WHAT IS EXPECTED:
Nothing but the lines from the one containing "The height and width of the screenshot is (909, 1616)." to the end of the material should be returned, each exactly as written.
○ ○ ○ ○
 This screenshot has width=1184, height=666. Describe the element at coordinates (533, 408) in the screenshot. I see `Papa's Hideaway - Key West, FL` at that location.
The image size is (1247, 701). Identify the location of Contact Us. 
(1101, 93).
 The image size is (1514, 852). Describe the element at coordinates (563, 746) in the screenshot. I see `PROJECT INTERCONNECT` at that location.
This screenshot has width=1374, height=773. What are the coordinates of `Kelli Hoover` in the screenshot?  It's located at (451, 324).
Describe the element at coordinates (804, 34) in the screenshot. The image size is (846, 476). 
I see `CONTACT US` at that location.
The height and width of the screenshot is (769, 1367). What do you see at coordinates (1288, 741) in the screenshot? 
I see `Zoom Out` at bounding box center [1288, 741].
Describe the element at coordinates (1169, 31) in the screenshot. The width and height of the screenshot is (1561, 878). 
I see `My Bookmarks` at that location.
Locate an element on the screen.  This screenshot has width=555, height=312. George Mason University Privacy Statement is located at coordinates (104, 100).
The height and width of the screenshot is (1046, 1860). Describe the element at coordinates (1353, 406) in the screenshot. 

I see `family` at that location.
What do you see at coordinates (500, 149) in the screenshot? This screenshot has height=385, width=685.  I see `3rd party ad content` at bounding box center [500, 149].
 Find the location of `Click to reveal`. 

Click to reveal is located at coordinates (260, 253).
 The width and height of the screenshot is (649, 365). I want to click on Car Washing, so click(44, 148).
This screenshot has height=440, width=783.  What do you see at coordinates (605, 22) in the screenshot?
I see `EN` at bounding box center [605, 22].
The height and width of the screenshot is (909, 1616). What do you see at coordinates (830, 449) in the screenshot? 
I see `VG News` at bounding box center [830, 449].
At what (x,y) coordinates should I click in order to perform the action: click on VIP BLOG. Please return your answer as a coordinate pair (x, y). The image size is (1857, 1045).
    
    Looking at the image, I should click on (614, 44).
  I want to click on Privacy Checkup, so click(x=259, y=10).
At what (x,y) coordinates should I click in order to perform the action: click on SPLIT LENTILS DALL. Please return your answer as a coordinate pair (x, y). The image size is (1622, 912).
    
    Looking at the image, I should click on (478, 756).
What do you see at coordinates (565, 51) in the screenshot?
○ ○ ○ ○
ANSWER BELOW:
The height and width of the screenshot is (909, 1616). What do you see at coordinates (830, 449) in the screenshot? 
I see `VG News` at bounding box center [830, 449].
At what (x,y) coordinates should I click in order to perform the action: click on VIP BLOG. Please return your answer as a coordinate pair (x, y). The image size is (1857, 1045).
    
    Looking at the image, I should click on (614, 44).
  I want to click on Privacy Checkup, so click(x=259, y=10).
At what (x,y) coordinates should I click in order to perform the action: click on SPLIT LENTILS DALL. Please return your answer as a coordinate pair (x, y). The image size is (1622, 912).
    
    Looking at the image, I should click on (478, 756).
What do you see at coordinates (565, 51) in the screenshot?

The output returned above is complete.